An organisation that teaches girls from underprivileged urban households and enables them to finish school is celebrating its silver jubilee this month.
The girls, mostly adolescents, find time for studies in between taking care of their siblings or doing a significant load of domestic work at their homes.
Many of them are first-generation learners whose fathers work as drivers orare daily wage earners and mothers work as domestic help.
Over the past 27 years, the Loreto College Women’s Cell has empowered these teenage girls. Many of them now work as teachers, shop assistants, assistants to medical practitioners and in the hospitality industry.
“We believe that unless a girl is economically independent she cannot be truly empowered,” said Usha Bubna, founder of the cell.

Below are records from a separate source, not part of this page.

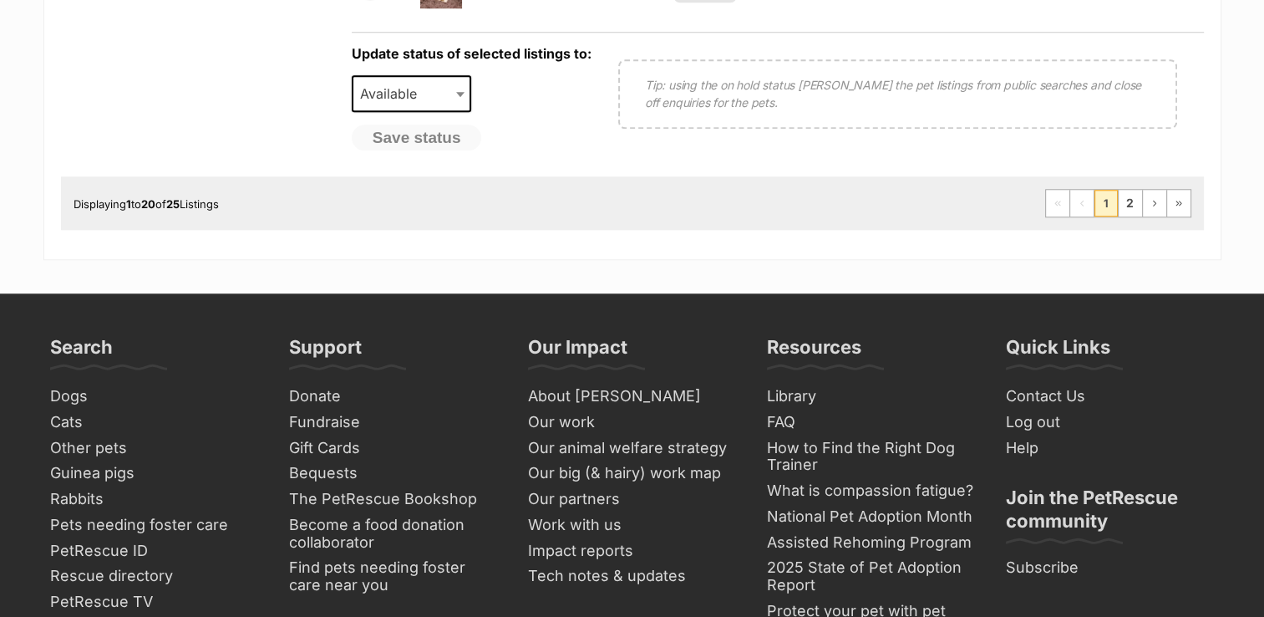 This screenshot has height=617, width=1264. What do you see at coordinates (632, 525) in the screenshot?
I see `a: Work with us` at bounding box center [632, 525].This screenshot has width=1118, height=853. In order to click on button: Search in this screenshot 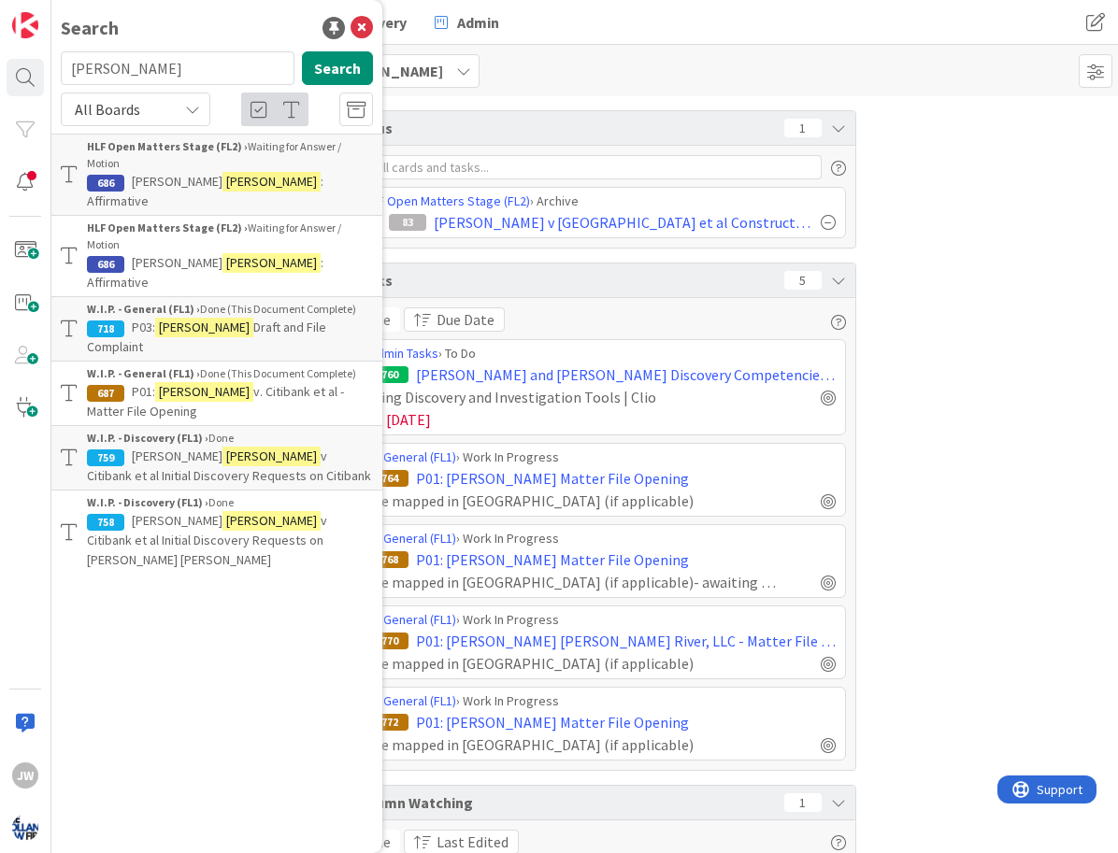, I will do `click(337, 68)`.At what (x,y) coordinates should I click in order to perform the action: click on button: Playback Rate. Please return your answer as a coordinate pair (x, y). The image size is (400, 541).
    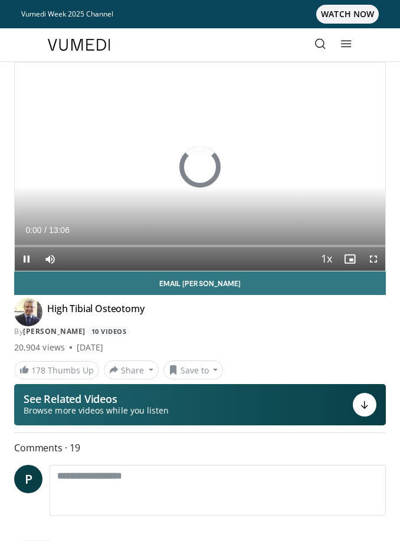
    Looking at the image, I should click on (327, 259).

“If women don’t earn they will have to ask for money from their husband or father. Even if it is Rs 100, they would have to give an explanation about why they need the money,” she said.

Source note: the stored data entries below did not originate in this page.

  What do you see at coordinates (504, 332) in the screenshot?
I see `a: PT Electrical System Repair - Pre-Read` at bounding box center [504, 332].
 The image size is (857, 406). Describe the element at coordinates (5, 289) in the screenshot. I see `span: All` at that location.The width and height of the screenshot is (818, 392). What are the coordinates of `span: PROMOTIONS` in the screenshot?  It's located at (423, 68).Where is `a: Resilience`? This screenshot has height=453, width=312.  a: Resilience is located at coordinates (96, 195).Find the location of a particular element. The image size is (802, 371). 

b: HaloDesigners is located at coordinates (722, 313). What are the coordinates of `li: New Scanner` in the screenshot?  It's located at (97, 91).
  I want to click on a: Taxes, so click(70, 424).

Bubna, who was an economics teacher at Loreto College for 35 years, started the cell after retirement, whileshe was still teaching in BEd College. She is currently the coordinator of the women’s cell.

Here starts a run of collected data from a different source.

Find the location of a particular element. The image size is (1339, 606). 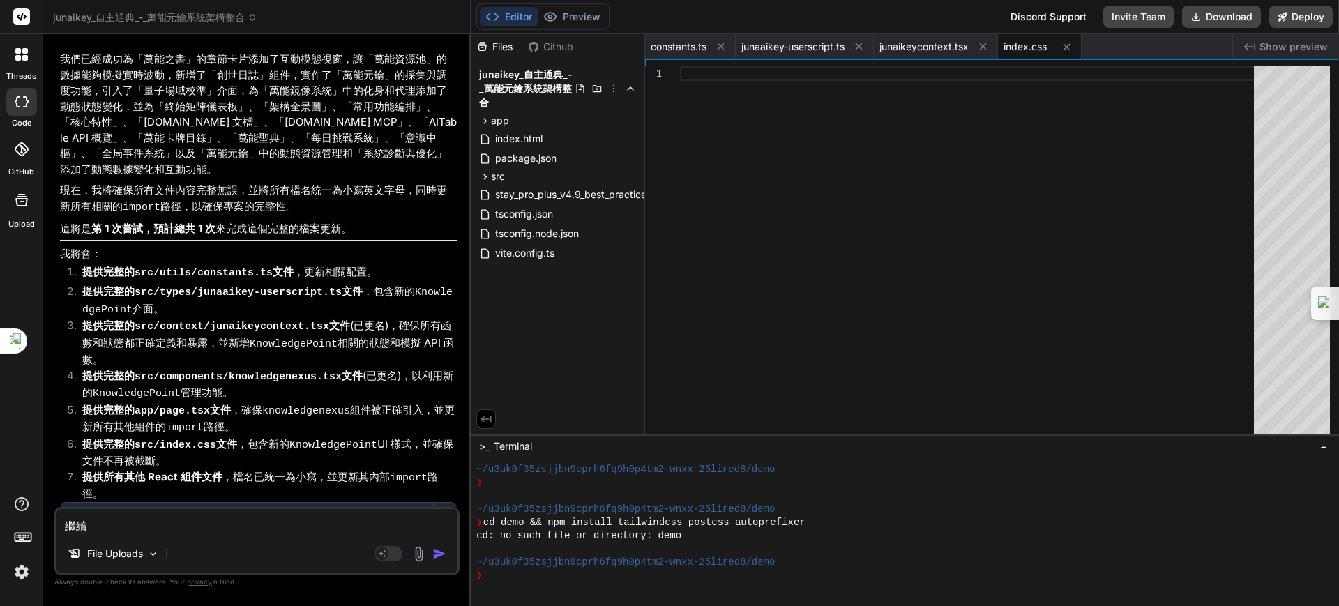

label: threads is located at coordinates (21, 76).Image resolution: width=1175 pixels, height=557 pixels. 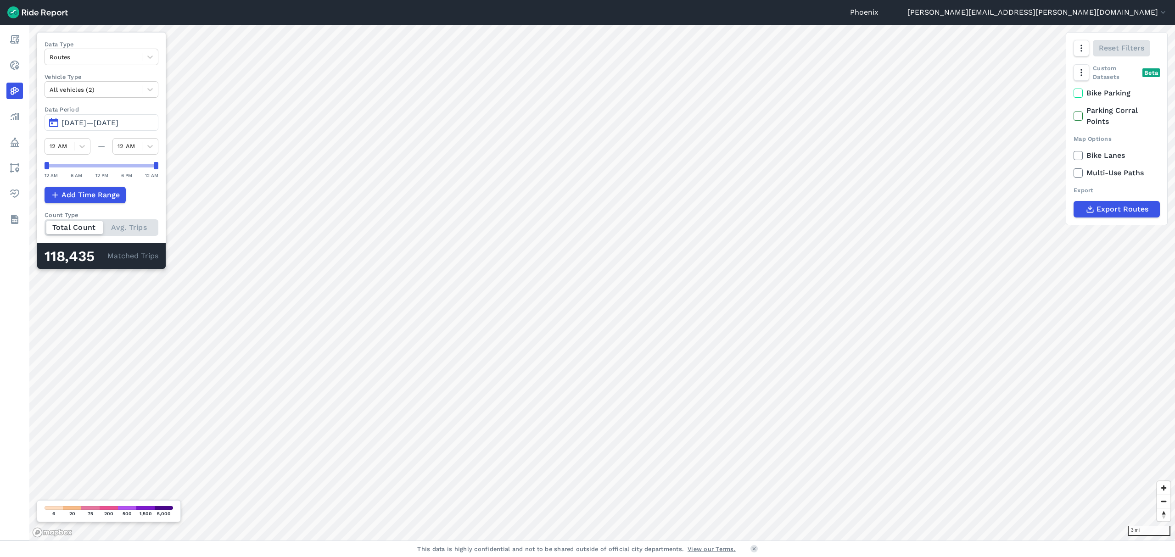 I want to click on label: Bike Lanes, so click(x=1116, y=156).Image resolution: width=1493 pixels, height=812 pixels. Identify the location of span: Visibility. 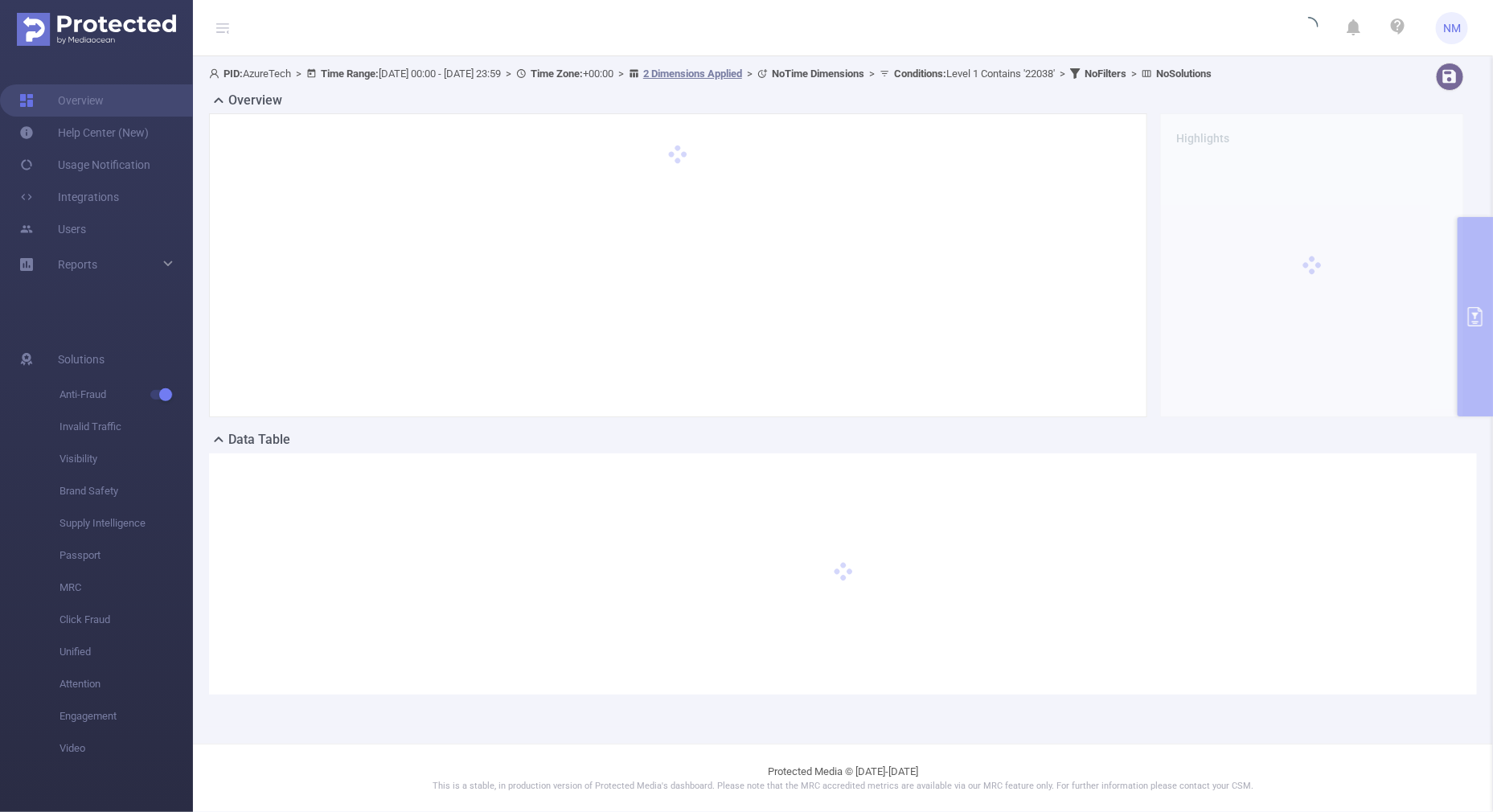
(126, 459).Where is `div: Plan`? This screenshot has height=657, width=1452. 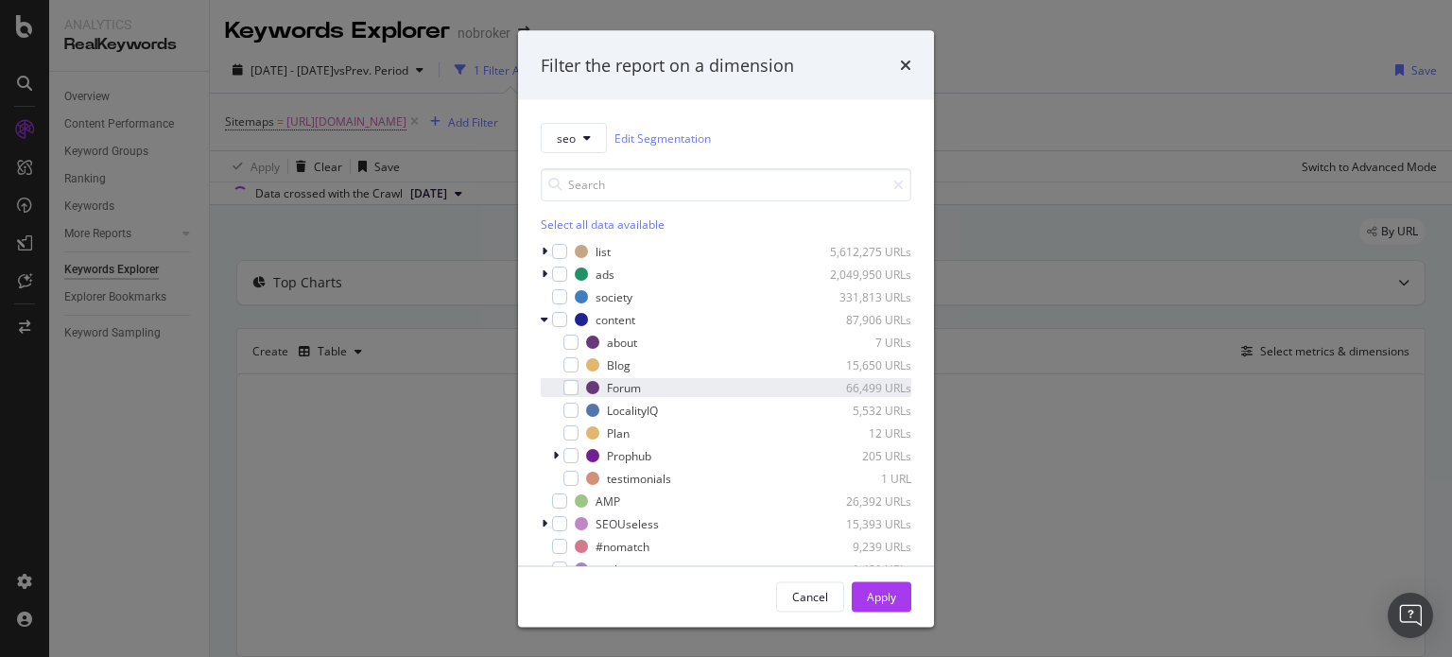
div: Plan is located at coordinates (618, 432).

In 1996, she started with 15-odd girls from the vocational unit of the college who came to learn to stitch but couldnot take measurements because they could not read or write.
Two years later, the students were enrolled with the National Institute of Open Schooling (NIOS).
The cell was supported by Sister Tina Farias, former principal of Loreto College.
Till date, over 600 girls have moved out of the cell with recognised certificates and others with undergraduate degrees.
The cell enables them to complete Class X or XII through NIOS.
Students who qualify are also admitted to Loreto College.
The silver jubilee celebration was delayed because of the Covid pandemic, the authorities said.
Classes in the late 90s started in a hall on the college premises and the girls sat on a mat. Gradually, they moved to a classroom on the ground floor. Now, the cell has a dedicated office and classrooms on the premises.
“The Women’s Cell of Loreto College has for the past 26 years fanned to flame this dream of Mary Ward (founder, Loreto College) by creating opportunities to ‘change’ the lives of young girls through the non-formal education it offers, to bring a sense ofpurpose to its students,” writes Sister ChristineCoutinho, principal, Loreto College, in a brochure published to commemorate 25 years.
It indeed has changed the lives of many over the years.
One such woman is a 33-year-old teacher at a school in Howrah. She had joined the cell after Class X because her mother could no longer afford her school fees.
“After my father’s death, for a few years my mother somehow managed tokeep me in the private school till Class X. But it was not possible in Class XI and I found out about the women’s cell and approached them,” said the science teacher.
In the brochure, Sister Farias writes about the staff of the women’s cell: “Rarely does one find teachers who have given their time over 25 years to reach out to these girls without any financial remuneration for themselves. Their only reward is the joy that comes from empowering young people. Sometimes they themselves have helped individual students financially.”